Where's the fear in all this? The other experience BeamNG.drive currently has to offer involves simply driving around its surprisingly large environments. There are a lot of new cars and other tracks and planes and tools to be found via the game's forums. The first video above features the community-made Leap Of Death, the second the inevitable Matrix Freeway. Naturally, the community has created greater works than I. Not that you want it to do corners., especially if you position a truck in the distance, pointed towards you, with the same pursuit command. The AI in the game is currently rudimentary in that it can only drive in straight lines, flee, or pursue the player, and that's it. I have spent my time this past week opening a level, pressing F11, spawning five or six cars behind me and setting them all to AI controlled, and then setting them to a "Chase the player" behaviour type. When you tire of the simplicity of hurling yourself against walls or off ledges, you can quickly make modifications. The reason players can position ramps and helicopters is that, aside from the handful of cars and tracks the game comes with, it also has an in-built level editor that can be brought up at any time by pressing F11. Dropping the speed down into slow-motion and leaning in to lust over every flapping piece of protruding metal makes me wonder if I'm inches away from becoming a JG Ballard character. It's a wonderful toybox and ramming your toys together seems only natural, just as it is in any open world game with vehicles, but the physics system here makes it utterly fascinating to watch. Everything reacts accordingly, as rotor blades snap, fenders bend, doors flap open, exhausts swirl loose. Players position ramps, then plop a hovering helicopter at one end of it, then crash pickup trucks into that helicopter in mid-air.
#WHAT IS BEAMNG DRIVE FULL#
This is an immediate source of hours of fun and YouTube is full of videos more impressive than the above. You can listen to their fine podcast here.) (With apologies to the cast of the Daft Souls podcast, which I was listening to and unknowingly recording at the time. That means it can move independently of all the other parts and move in more natural ways. Instead, each part of your vehicle, whether it car, plane or helicopter, is a separate, soft body physics object. The difference is that BeamNG does more than just dent a rigid model to increasing degrees. Yes, damage is no new thing in the racing genre, and games have made it a primary feature since at least as long ago as the original Burnout. If you haven't seen BeamNG damage modelling yet, then you likely haven't seen anything quite like it in games. What the additions so far have brought is something unexpected: the fear of crashing two or more objects together. drive suffix to its name and is on its way towards becoming an ambitious, robust driving simulator, with umpteen cars, tracks and an an open world mode.įor now, the joys of BeamNG are what they always were: crashing two or more objects together and watching them split apart in glorious detail. What started as a physics prototype that rendered cars with soft body physics has gained the. That's what BeamNG.drive offers in its current incarnation. Bending, twisting, crumpling, crunching metal.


▶ **PROBLEM DESCRIPTION**: The result should be a faithful copy of every entry below, with the pictures left out.

[Stored data]
◆ ◆ ◆ ◆ ◆ ◆ ◆

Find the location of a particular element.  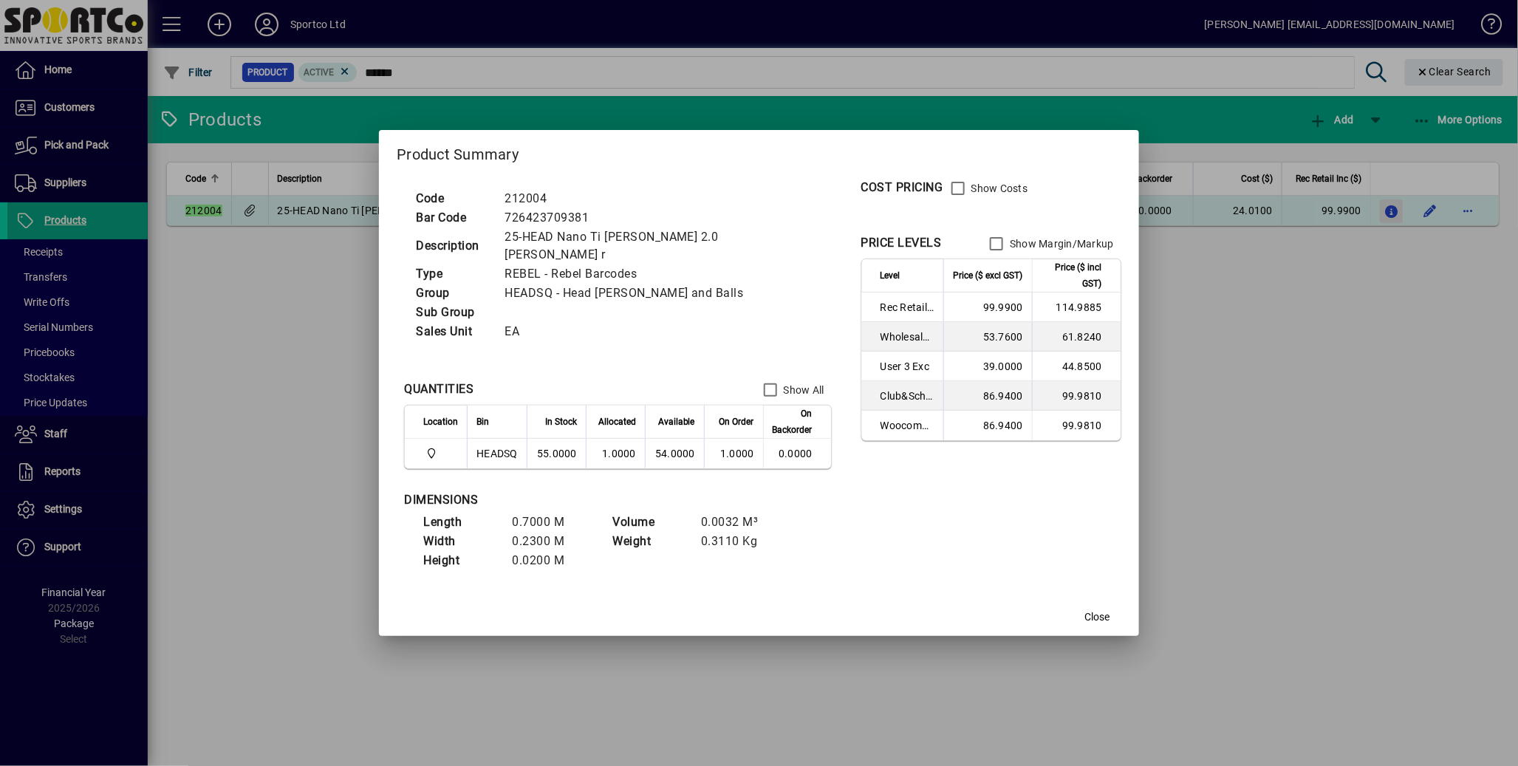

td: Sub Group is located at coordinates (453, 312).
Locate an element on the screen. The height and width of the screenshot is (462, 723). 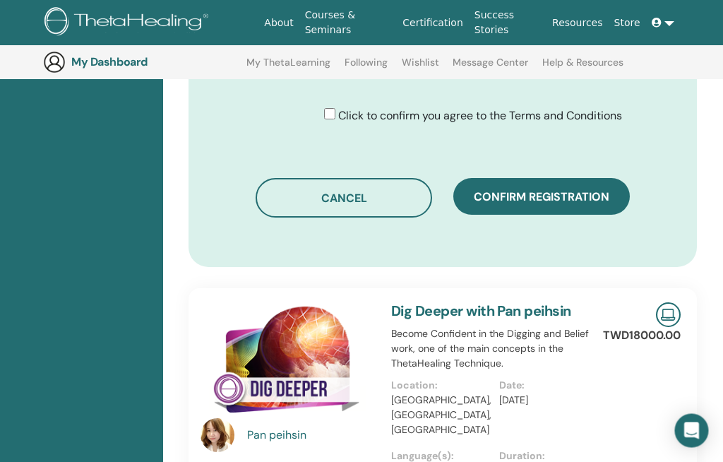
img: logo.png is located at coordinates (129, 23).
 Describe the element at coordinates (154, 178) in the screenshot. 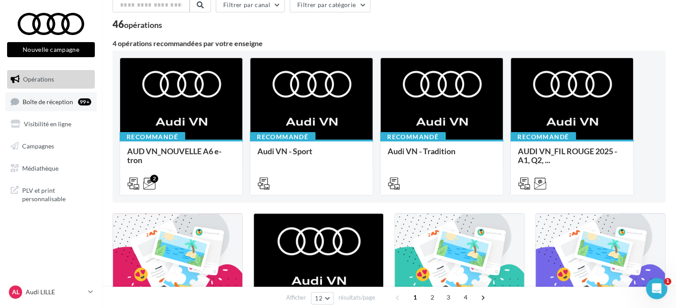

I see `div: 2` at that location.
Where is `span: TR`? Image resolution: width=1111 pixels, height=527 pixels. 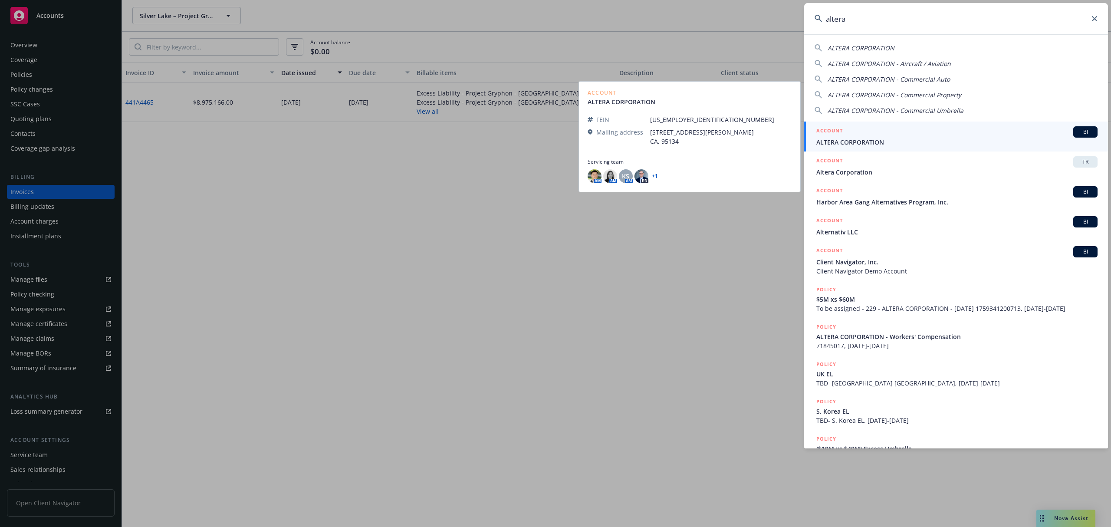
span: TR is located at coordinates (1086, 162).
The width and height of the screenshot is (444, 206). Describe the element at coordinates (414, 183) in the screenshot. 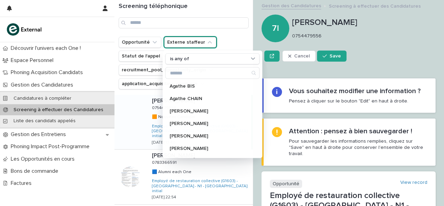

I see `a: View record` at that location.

◆ ◆ ◆ ◆ ◆ ◆ ◆

▶ **OUTPUT OF THE TASK**:
Find the location of a particular element.  

td: Sub Group is located at coordinates (453, 312).
Locate an element on the screen. The height and width of the screenshot is (462, 723). 
img: logo.png is located at coordinates (129, 23).
 Describe the element at coordinates (154, 178) in the screenshot. 

I see `div: 2` at that location.
Where is `span: TR`? Image resolution: width=1111 pixels, height=527 pixels. 
span: TR is located at coordinates (1086, 162).
The width and height of the screenshot is (444, 206). Describe the element at coordinates (414, 183) in the screenshot. 

I see `a: View record` at that location.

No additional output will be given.